For a prep, the strongest indicators are destination breadth, curriculum coherence, and external quality checks. The most recent inspection (May 2025) reports strong wellbeing, respectful behaviour and well-established safeguarding systems, alongside a broad curriculum that supports pupils’ progress. Families should also weigh how well the school’s senior years and scholarship pathways align with their target senior schools.
From September 2025, day fees range from £5,466 per term (Pre-Prep) to £9,360 per term (Years 4 to 8), with weekly boarding listed at £11,310 per term and flexi boarding at £59 per night. The school states these figures are inclusive of VAT.

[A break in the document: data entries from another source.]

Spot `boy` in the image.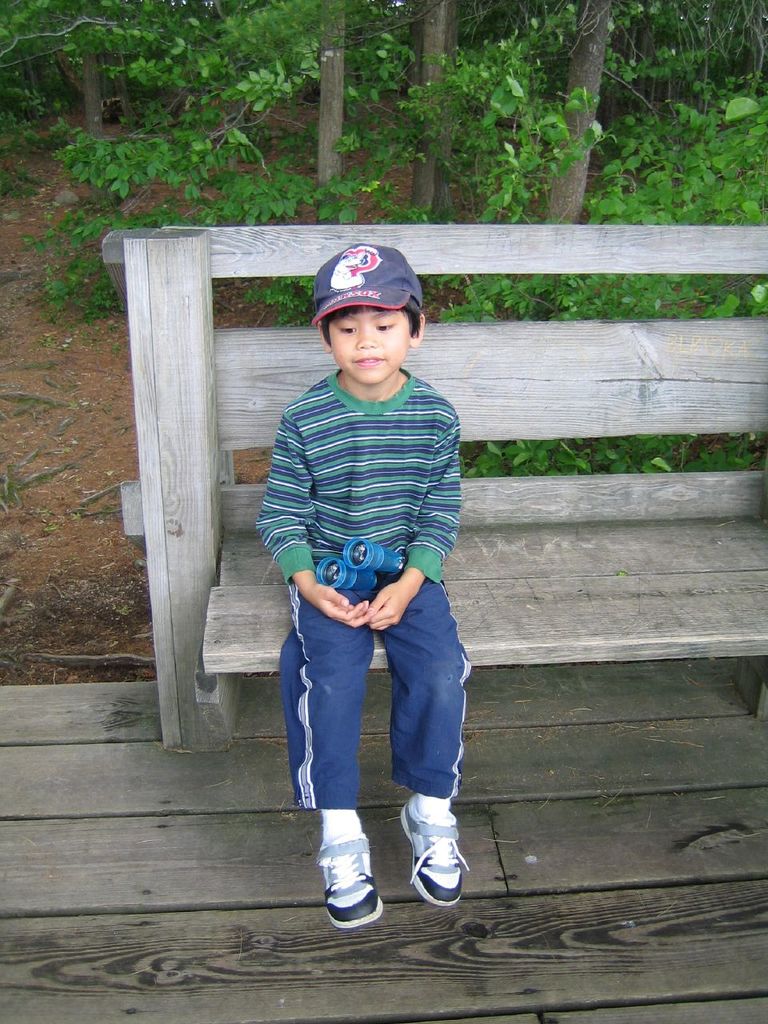
`boy` found at 230/249/477/868.
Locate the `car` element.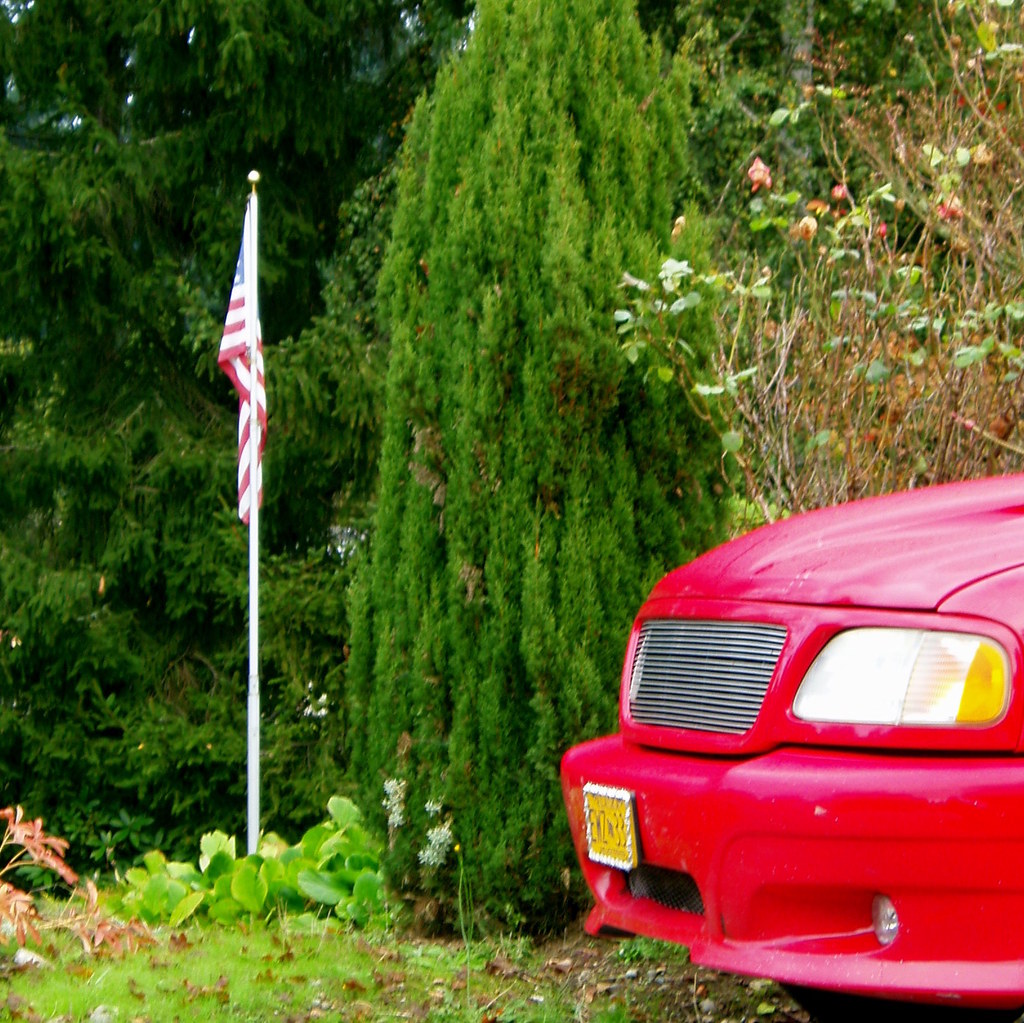
Element bbox: bbox=(581, 473, 1023, 1003).
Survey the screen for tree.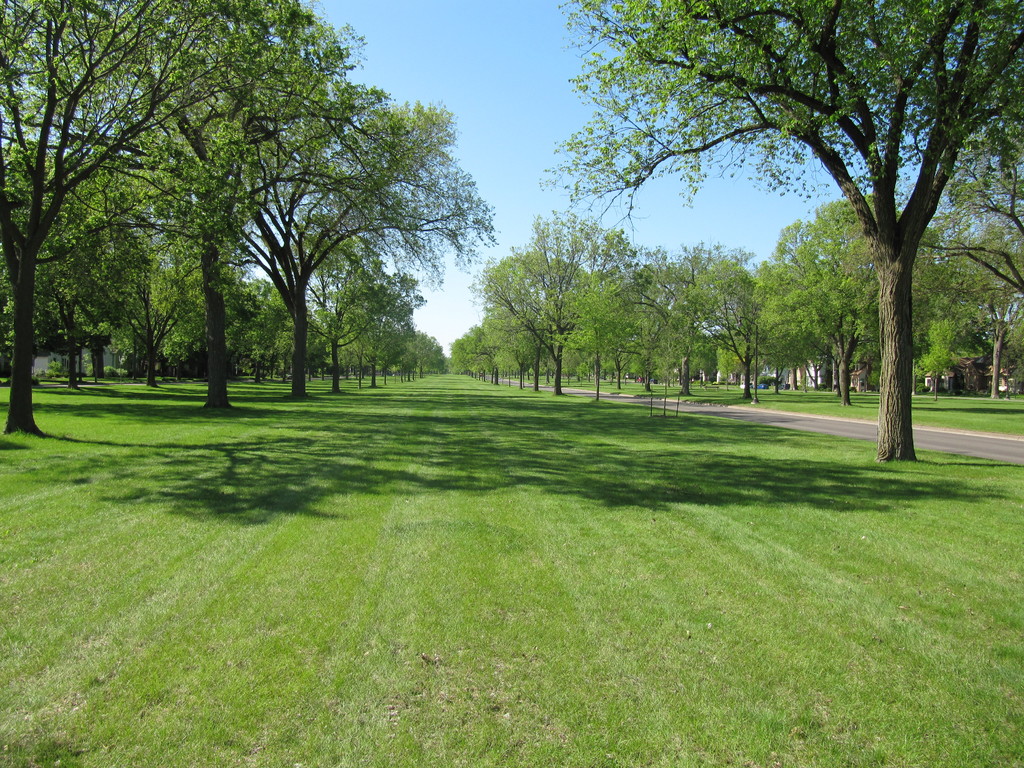
Survey found: crop(536, 0, 1023, 462).
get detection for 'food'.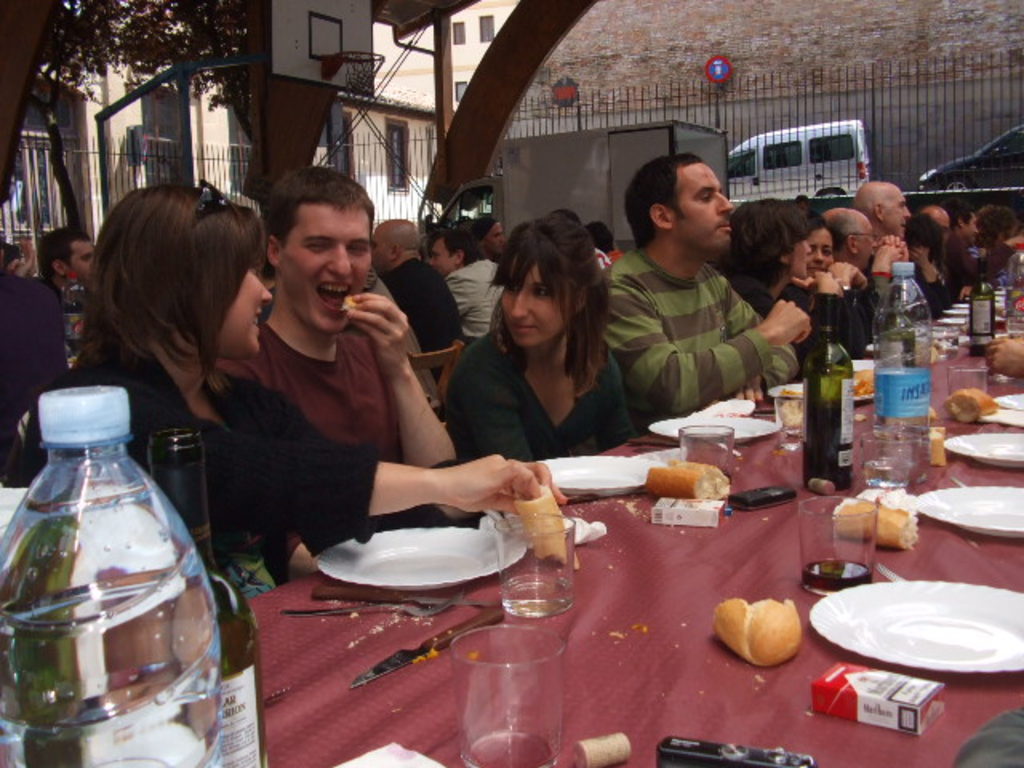
Detection: box=[467, 651, 477, 659].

Yes. The school offers weekly boarding and flexible boarding, and it describes boarding as part of its wider pastoral and co-curricular rhythm rather than a separate track. Transport options are also described for weekly boarders, including arrangements linked to London and regional hubs.

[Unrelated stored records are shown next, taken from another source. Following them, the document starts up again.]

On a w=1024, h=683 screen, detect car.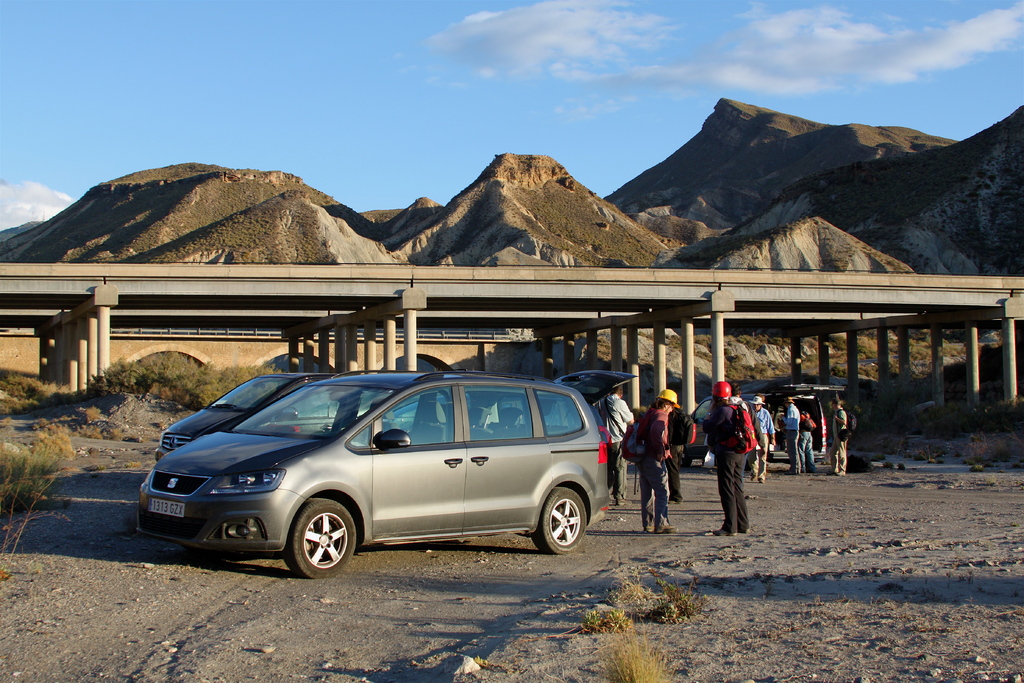
region(678, 383, 847, 471).
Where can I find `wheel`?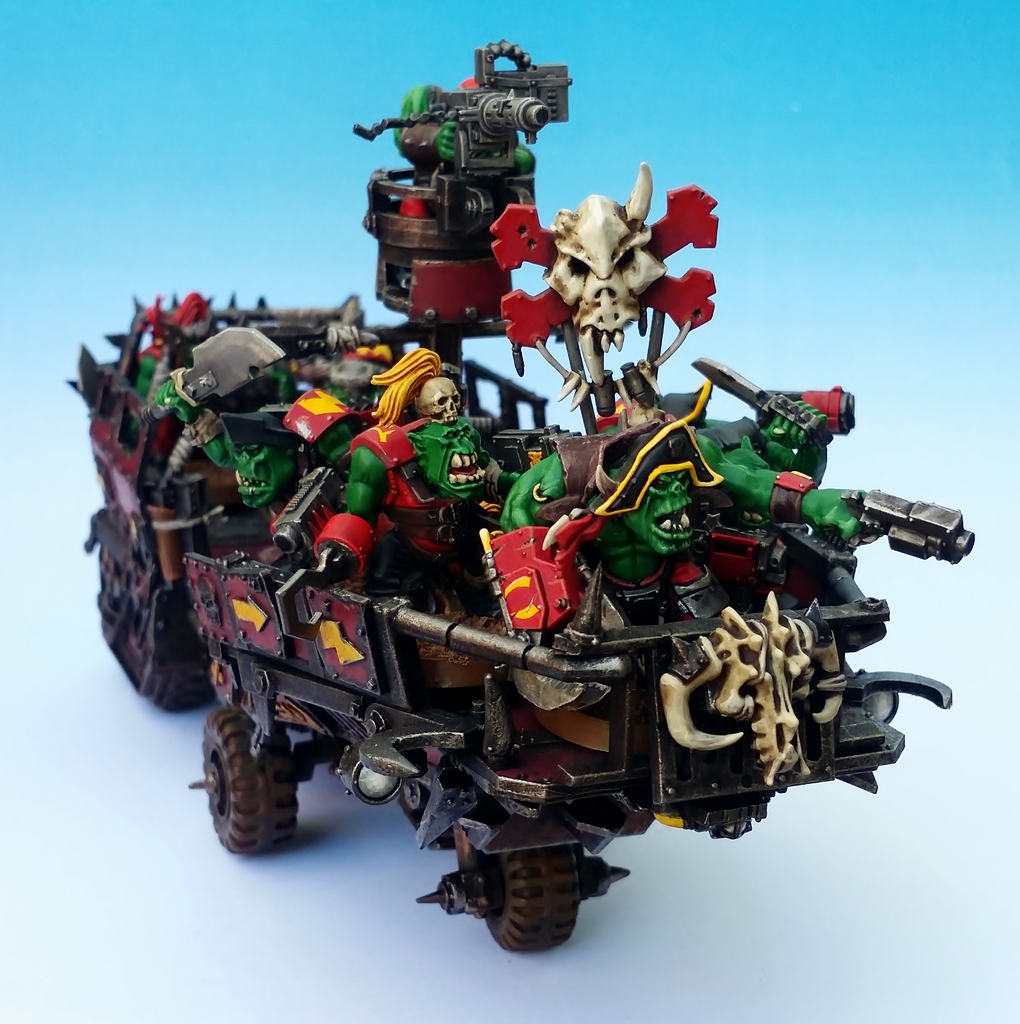
You can find it at select_region(208, 708, 299, 855).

The school publishes a long destination list and states pupils have moved on to over sixty different schools since 2014, with most leaving at 13+. The list includes a wide spread of selective and non-selective independent senior schools, and the school also notes some pupils join local state options at 11+.

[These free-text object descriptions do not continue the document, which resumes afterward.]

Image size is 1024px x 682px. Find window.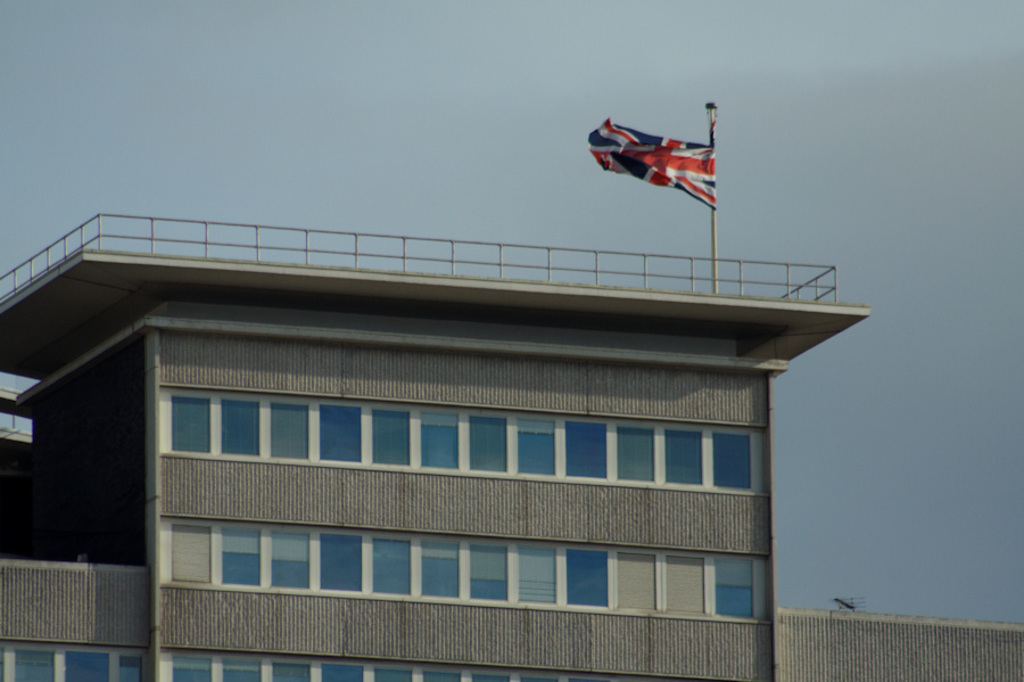
156/404/766/479.
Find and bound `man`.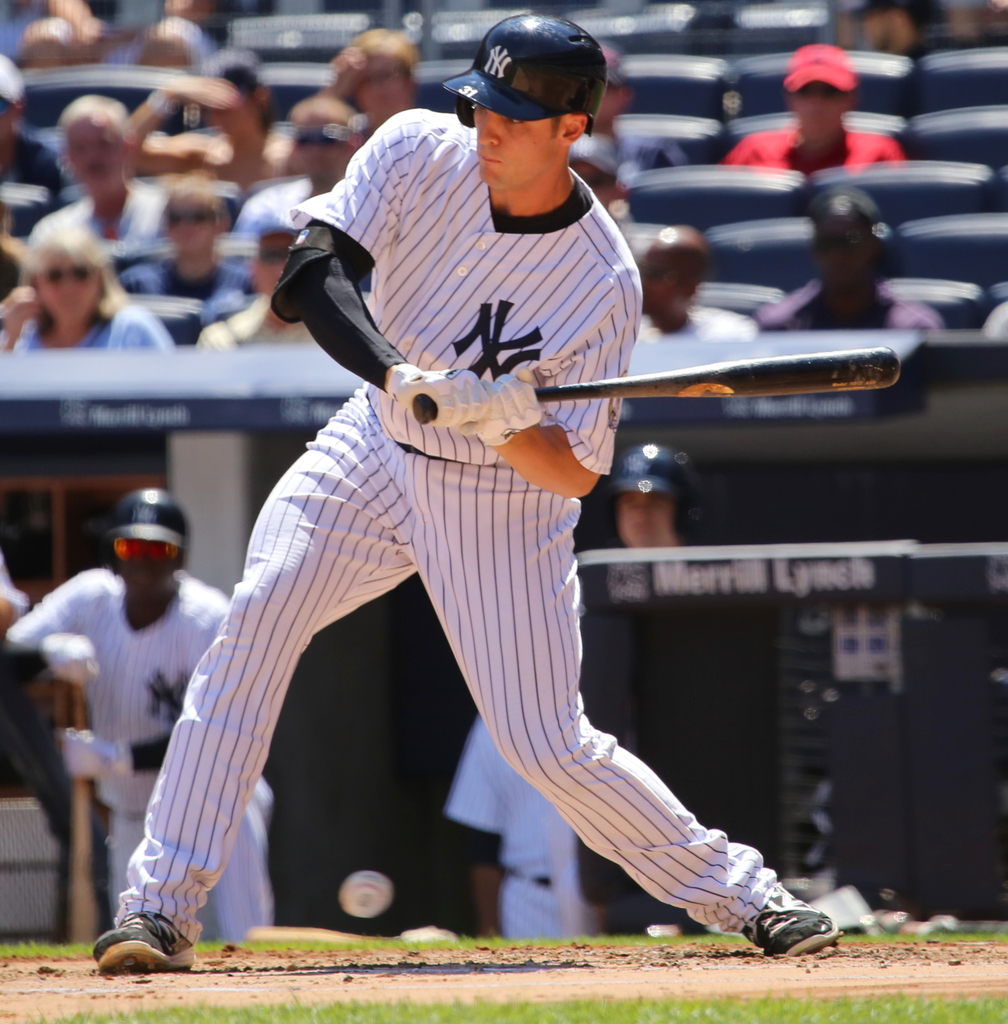
Bound: x1=443 y1=719 x2=567 y2=946.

Yes. Scholarships and Exhibition Awards are published for Year 7 entry, with Scholarships offering up to 10% fee remission and Exhibition Awards offering 5%, across academics, sport, drama, music, art and design, and boarding (subject to a minimum boarding commitment). A published application deadline for 2026 entry is 5 February 2026.
Breakfast provision is listed from 7.30am, and after-school coverage is described up to 5.15pm for younger year groups and up to 6.00pm for older pupils. Daily transport is offered through the school’s minibus fleet across parts of Kent and East Sussex, with return routes typically leaving at 5.30pm, and the school also describes specific transport arrangements for weekly boarders.
Get in touch with the school directly
Disclaimer
Information on this page is compiled, analysed, and processed from publicly available sources including the Department for Education (DfE), Ofsted, the Independent Schools Inspectorate (ISI), the Universities of Oxford and Cambridge, Freedom of Information (FOI) requests, and official school websites.
Our rankings, metrics, and assessments are derived from this data using our own methodologies and represent our independent analysis rather than official standings.
While we strive for accuracy, we cannot guarantee that all information is current, complete, or error-free. Data may change without notice, and schools and/or local authorities should be contacted directly to verify any details before making decisions.
FindMySchool does not endorse any particular school, and rankings reflect specific metrics rather than overall quality.